Whatever happens next, at the moment contemporary liberalism (of the left, centrist, and right variants) does not speak convincingly to rural populations, the less educated, and the entrepreneurial classes. (The selection of Walz over Shapiro signals acknowledgment of some that.) Classical liberals have been marginalized among Republicans; and if Democrats cannot become competitive again in Florida, Texas, and Ohio — all states with complex economies and diverse populations — they will remain on the backfoot. And that assumes, somewhat optimistically, that free, fearless, and fair elections remain a thing Stateside (and in Europe).

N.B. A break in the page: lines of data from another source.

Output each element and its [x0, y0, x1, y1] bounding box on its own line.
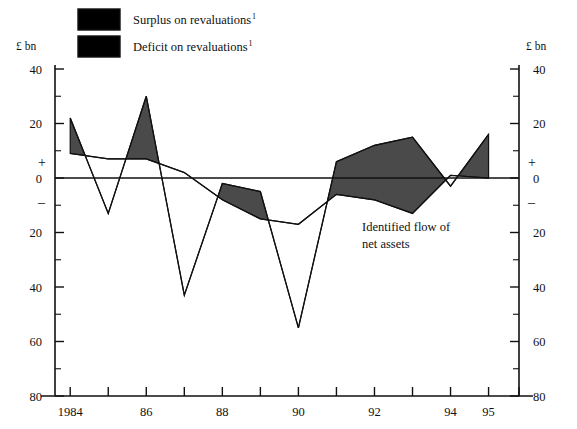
y-tick-label-right: 40 — [533, 281, 546, 295]
annotation-line-2: net assets — [362, 237, 410, 251]
y-tick-label-left: 20 — [30, 117, 43, 131]
deficit-area — [85, 156, 126, 214]
y-tick-label-left: 40 — [30, 281, 43, 295]
chart-canvas: Surplus on revaluations 1 Deficit on rev… — [0, 0, 577, 429]
legend-footnote-deficit: 1 — [249, 39, 253, 48]
deficit-area — [159, 164, 218, 296]
plus-sign-right: + — [528, 155, 536, 170]
y-tick-label-left: 40 — [30, 63, 43, 77]
legend-label-deficit: Deficit on revaluations — [133, 40, 248, 54]
legend-swatch-surplus — [78, 9, 120, 30]
x-tick-label: 94 — [444, 405, 457, 419]
chart-legend: Surplus on revaluations 1 Deficit on rev… — [78, 9, 256, 57]
y-tick-label-right: 20 — [533, 117, 546, 131]
y-tick-label-left: 20 — [30, 226, 43, 240]
y-tick-label-right: 80 — [533, 390, 546, 404]
y-tick-label-right: 40 — [533, 63, 546, 77]
x-tick-label: 90 — [292, 405, 305, 419]
y-tick-label-left: 60 — [30, 335, 43, 349]
plus-sign-left: + — [38, 155, 46, 170]
annotation-line-1: Identified flow of — [362, 220, 451, 234]
revaluations-line — [70, 96, 488, 328]
deficit-area — [268, 202, 327, 328]
x-tick-label: 86 — [140, 405, 153, 419]
series-lines — [70, 96, 488, 328]
legend-swatch-deficit — [78, 36, 120, 57]
y-tick-label-left: 80 — [30, 390, 43, 404]
x-tick-label: 92 — [368, 405, 381, 419]
x-tick-label: 88 — [216, 405, 229, 419]
unit-label-left: £ bn — [16, 40, 36, 52]
y-tick-label-right: 60 — [533, 335, 546, 349]
unit-label-right: £ bn — [526, 40, 546, 52]
minus-sign-left: – — [37, 195, 46, 210]
revaluations-chart: Surplus on revaluations 1 Deficit on rev… — [0, 0, 577, 429]
y-tick-label-right: 0 — [533, 172, 539, 186]
y-tick-label-left: 0 — [36, 172, 42, 186]
surplus-area — [327, 137, 445, 213]
minus-sign-right: – — [527, 195, 536, 210]
x-tick-label: 1984 — [58, 405, 84, 419]
legend-footnote-surplus: 1 — [252, 12, 256, 21]
x-tick-label: 95 — [482, 405, 495, 419]
area-fills — [70, 96, 488, 328]
y-tick-label-right: 20 — [533, 226, 546, 240]
legend-label-surplus: Surplus on revaluations — [133, 13, 251, 27]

It is my conviction that the emancipatory and growth potential of liberalism has not exhausted itself yet. In particular, liberalism offers modern society the ideal way to combine moral and self-interested aims at once. But to get there again, that will require, after a period of grief, organization and intellectual renewal. I hope to contribute to the latter in my days left.
* I am not competent to evaluate the merits of the administration’s signature achievement, the Inflation Reduction Act, but politically it must be judged a bust.
**But perhaps my own views on these matters are shaped too much by the long Obama vs Clinton primary context. Qua party, the Democrats got in this electoral pickle, first, by nudging Biden aside for Hilary Clinton back in the final years of the Obama administration, and, then, prematurely closing ranks in 2022/23 to protect Biden when insiders clearly knew about his declining abilities.